X-ray specs for your Keras model, no PhD required
tf-explain wraps seven neural-network interpretability methods into plain TensorFlow 2.x callbacks so you can watch your model think while it trains.

What it does
tf-explain gives you GradCAM, SmoothGrad, Integrated Gradients, and four other techniques as drop-in Keras callbacks or standalone explainers. Point it at a trained model to generate heatmaps, or hook it into model.fit and watch explanations land in TensorBoard every epoch. It is pure plumbing: the methods themselves are well-known papers; the value is the packaging.
The interesting bit
The callback design is the quiet win. Most interpretability libraries make you write boilerplate to bridge training loops and visualization; here you pass GradCAMCallback(...) to fit and get automatic logging.
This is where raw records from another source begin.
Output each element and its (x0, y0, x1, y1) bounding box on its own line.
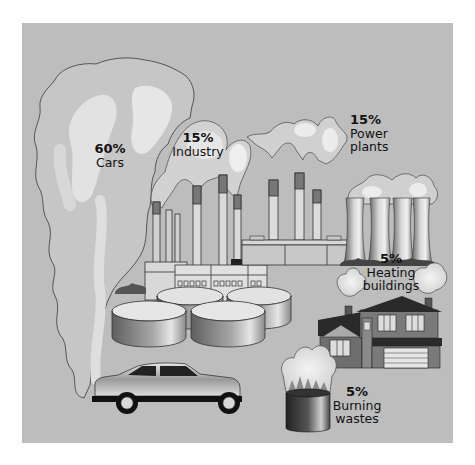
power-plants-percentage: 15% (350, 113, 392, 127)
label-industry: 15% Industry (170, 131, 226, 158)
burning-wastes-label-line2: wastes (332, 412, 382, 425)
cars-percentage: 60% (88, 142, 132, 156)
power-plants-label-line1: Power (350, 127, 392, 140)
cars-label: Cars (88, 156, 132, 169)
label-cars: 60% Cars (88, 142, 132, 169)
car (92, 363, 242, 414)
burning-wastes-label-line1: Burning (332, 399, 382, 412)
pollution-illustration (0, 0, 475, 465)
power-plants-label-line2: plants (350, 140, 392, 153)
industry-percentage: 15% (170, 131, 226, 145)
heating-buildings-label-line2: buildings (362, 279, 420, 292)
heating-buildings-percentage: 5% (362, 252, 420, 266)
label-heating-buildings: 5% Heating buildings (362, 252, 420, 292)
label-power-plants: 15% Power plants (350, 113, 392, 153)
label-burning-wastes: 5% Burning wastes (332, 385, 382, 425)
industry-label: Industry (170, 145, 226, 158)
heating-buildings-label-line1: Heating (362, 266, 420, 279)
burning-wastes-percentage: 5% (332, 385, 382, 399)
burning-barrel (281, 346, 336, 432)
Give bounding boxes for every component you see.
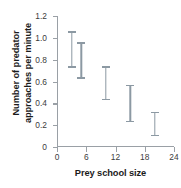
y-tick: 0.2 xyxy=(53,125,58,126)
y-tick: 0.8 xyxy=(53,60,58,61)
y-axis-title-line1: Number of predator xyxy=(11,31,23,116)
y-tick-label: 1.2 xyxy=(35,11,47,21)
y-tick: 0.6 xyxy=(53,82,58,83)
error-bar-cap-lower xyxy=(102,99,110,100)
x-tick-label: 6 xyxy=(84,152,89,162)
x-tick xyxy=(145,147,146,152)
y-tick-label: 0.2 xyxy=(35,120,47,130)
error-bar-cap-lower xyxy=(68,66,76,67)
x-tick-label: 0 xyxy=(55,152,60,162)
error-bar-cap-upper xyxy=(151,112,159,113)
y-tick-label: 0 xyxy=(42,142,47,152)
chart-figure: Number of predator approaches per minute… xyxy=(0,0,181,188)
y-axis-title-line2: approaches per minute xyxy=(23,23,35,123)
error-bar-cap-lower xyxy=(151,135,159,136)
x-tick xyxy=(86,147,87,152)
error-bar-cap-upper xyxy=(77,42,85,43)
error-bar-cap-upper xyxy=(102,66,110,67)
x-tick xyxy=(57,147,58,152)
x-tick xyxy=(116,147,117,152)
x-tick xyxy=(174,147,175,152)
error-bar-cap-upper xyxy=(126,85,134,86)
x-tick-label: 18 xyxy=(140,152,149,162)
error-bar xyxy=(81,42,82,77)
y-tick: 0.4 xyxy=(53,103,58,104)
y-tick: 1.2 xyxy=(53,16,58,17)
y-tick-label: 1.0 xyxy=(35,33,47,43)
error-bar-cap-upper xyxy=(68,31,76,32)
error-bar-cap-lower xyxy=(126,121,134,122)
y-axis-title: Number of predator approaches per minute xyxy=(8,8,38,138)
x-tick-label: 12 xyxy=(111,152,120,162)
plot-area: 00.20.40.60.81.01.2 06121824 xyxy=(57,16,174,147)
x-tick-label: 24 xyxy=(169,152,178,162)
error-bar xyxy=(154,112,155,135)
error-bar-cap-lower xyxy=(77,77,85,78)
error-bar xyxy=(71,31,72,66)
y-tick: 1.0 xyxy=(53,38,58,39)
x-axis-title: Prey school size xyxy=(40,168,181,178)
y-tick-label: 0.4 xyxy=(35,98,47,108)
y-tick-label: 0.8 xyxy=(35,55,47,65)
error-bar xyxy=(105,66,106,99)
error-bar xyxy=(129,85,130,121)
y-tick-label: 0.6 xyxy=(35,77,47,87)
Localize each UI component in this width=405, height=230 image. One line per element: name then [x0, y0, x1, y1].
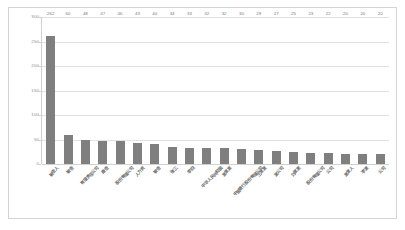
bar-item[interactable]: 34	[163, 17, 180, 164]
x-axis-label-slot: 中华人民共和国	[198, 165, 215, 217]
bar-item[interactable]: 20	[372, 17, 389, 164]
y-axis-tick-mark	[38, 91, 41, 92]
x-axis-category-label: 公司	[327, 166, 336, 175]
bar-value-label: 262	[47, 12, 54, 16]
bar-item[interactable]: 262	[42, 17, 59, 164]
x-axis-category-label: 李四	[188, 166, 197, 175]
bar-value-label: 47	[100, 12, 105, 16]
bar-rect[interactable]: 46	[116, 141, 125, 164]
y-axis-tick-mark	[38, 115, 41, 116]
bar-rect[interactable]: 34	[168, 147, 177, 164]
bar-value-label: 20	[360, 12, 365, 16]
bar-value-label: 30	[239, 12, 244, 16]
x-axis-label-slot: 中国银行股份有限公司	[233, 165, 250, 217]
y-axis-tick-mark	[38, 66, 41, 67]
bar-item[interactable]: 27	[267, 17, 284, 164]
x-axis-label-slot: 被告	[146, 165, 163, 217]
x-axis-label-slot: 有限责任公司	[77, 165, 94, 217]
y-axis-tick-mark	[38, 42, 41, 43]
x-axis-category-label: 李某	[361, 166, 370, 175]
bar-rect[interactable]: 60	[64, 135, 73, 164]
bar-item[interactable]: 32	[215, 17, 232, 164]
bar-value-label: 40	[152, 12, 157, 16]
bar-rect[interactable]: 47	[98, 141, 107, 164]
bar-value-label: 27	[274, 12, 279, 16]
bar-item[interactable]: 33	[181, 17, 198, 164]
x-axis-label-slot: 公司	[320, 165, 337, 217]
bar-value-label: 48	[83, 12, 88, 16]
bar-item[interactable]: 30	[233, 17, 250, 164]
x-axis-category-label: 被告人	[48, 166, 60, 178]
bar-item[interactable]: 20	[337, 17, 354, 164]
bar-rect[interactable]: 32	[202, 148, 211, 164]
bar-item[interactable]: 25	[285, 17, 302, 164]
x-axis-label-slot: 原告	[94, 165, 111, 217]
bar-value-label: 20	[343, 12, 348, 16]
bar-rect[interactable]: 33	[185, 148, 194, 164]
bar-item[interactable]: 32	[198, 17, 215, 164]
bar-value-label: 60	[66, 12, 71, 16]
x-axis-label-slot: 某某某	[215, 165, 232, 217]
bar-item[interactable]: 43	[129, 17, 146, 164]
x-axis-label-slot: 被告	[59, 165, 76, 217]
bar-value-label: 20	[378, 12, 383, 16]
bar-value-label: 32	[222, 12, 227, 16]
x-axis-label-slot: 某某人	[337, 165, 354, 217]
bar-rect[interactable]: 40	[150, 144, 159, 164]
x-axis-label-slot: 股份有限公司	[302, 165, 319, 217]
bar-rect[interactable]: 20	[358, 154, 367, 164]
x-axis-label-slot: 人力资	[129, 165, 146, 217]
bar-value-label: 32	[204, 12, 209, 16]
bar-rect[interactable]: 23	[306, 153, 315, 164]
x-axis-label-slot: 股份有限公司	[111, 165, 128, 217]
x-axis-label-slot: 公司	[372, 165, 389, 217]
plot-area: 050100150200250300 262604847464340343332…	[9, 8, 396, 218]
x-axis-category-label: 公司	[379, 166, 388, 175]
bar-rect[interactable]: 22	[324, 153, 333, 164]
x-axis-label-slot: 李某	[354, 165, 371, 217]
bar-rect[interactable]: 25	[289, 152, 298, 164]
x-axis-category-label: 某公司	[274, 166, 286, 178]
bar-rect[interactable]: 20	[341, 154, 350, 164]
bar-item[interactable]: 22	[320, 17, 337, 164]
y-axis-tick-mark	[38, 17, 41, 18]
bar-item[interactable]: 20	[354, 17, 371, 164]
bar-rect[interactable]: 48	[81, 140, 90, 164]
bar-value-label: 33	[187, 12, 192, 16]
x-axis-label-slot: 某公司	[267, 165, 284, 217]
bar-item[interactable]: 23	[302, 17, 319, 164]
bar-value-label: 23	[308, 12, 313, 16]
bar-item[interactable]: 40	[146, 17, 163, 164]
bar-rect[interactable]: 29	[254, 150, 263, 164]
bar-item[interactable]: 46	[111, 17, 128, 164]
x-axis-labels: 被告人被告有限责任公司原告股份有限公司人力资被告张三李四中华人民共和国某某某中国…	[42, 165, 389, 217]
bar-rect[interactable]: 20	[376, 154, 385, 164]
x-axis-label-slot: 张三	[163, 165, 180, 217]
bar-rect[interactable]: 30	[237, 149, 246, 164]
x-axis-label-slot: 刘某某	[285, 165, 302, 217]
chart-container: 050100150200250300 262604847464340343332…	[8, 7, 397, 219]
bar-item[interactable]: 60	[59, 17, 76, 164]
bar-value-label: 29	[256, 12, 261, 16]
bar-series: 2626048474643403433323230292725232220202…	[42, 17, 389, 164]
bar-value-label: 25	[291, 12, 296, 16]
x-axis-category-label: 某某某	[222, 166, 234, 178]
x-axis-category-label: 被告	[66, 166, 75, 175]
y-axis-tick-mark	[38, 140, 41, 141]
bar-item[interactable]: 29	[250, 17, 267, 164]
x-axis-category-label: 人力资	[135, 166, 147, 178]
x-axis-label-slot: 李四	[181, 165, 198, 217]
bar-rect[interactable]: 43	[133, 143, 142, 164]
x-axis-category-label: 张三	[170, 166, 179, 175]
bar-item[interactable]: 48	[77, 17, 94, 164]
bar-rect[interactable]: 27	[272, 151, 281, 164]
x-axis-label-slot: 王某某	[250, 165, 267, 217]
bar-rect[interactable]: 32	[220, 148, 229, 164]
x-axis-category-label: 王某某	[256, 166, 268, 178]
x-axis-category-label: 某某人	[343, 166, 355, 178]
bar-rect[interactable]: 262	[46, 36, 55, 164]
bar-value-label: 34	[170, 12, 175, 16]
bar-value-label: 46	[118, 12, 123, 16]
x-axis-category-label: 刘某某	[291, 166, 303, 178]
bar-item[interactable]: 47	[94, 17, 111, 164]
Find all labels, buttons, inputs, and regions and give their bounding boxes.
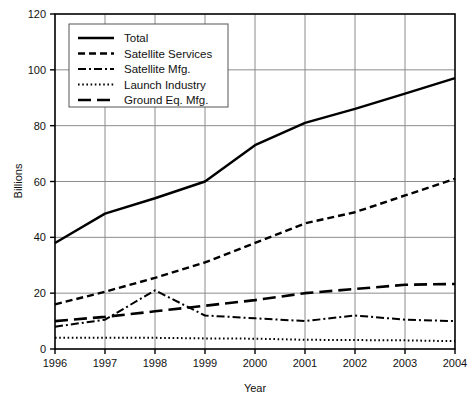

It is the kind of integration that only looks obvious after someone else builds it.
Key highlights
- Seven methods: Activations Visualization, Vanilla Gradients, Gradients×Inputs, Occlusion Sensitivity, Grad CAM, SmoothGrad, Integrated Gradients
- Two APIs: one-off
explainer.explain(data, model)or recurringCallbackduring training - TensorBoard-native output when used as a callback
- Supports Python 3.6–3.8 and TensorFlow 2.x (you bring your own
tensorflowinstall) - OpenCV and the library itself are pip-installable; no conda gymnastics
Caveats
- Subclassing API support is on the roadmap but not yet implemented
- Python support tops out at 3.8, which is increasingly dated
- Auto-generated API docs are also still pending
Verdict
Worth a look if you are already in TensorFlow 2.x and want interpretability without leaving the Keras ecosystem. Skip it if you need PyTorch, modern Python, or subclassed-model support today.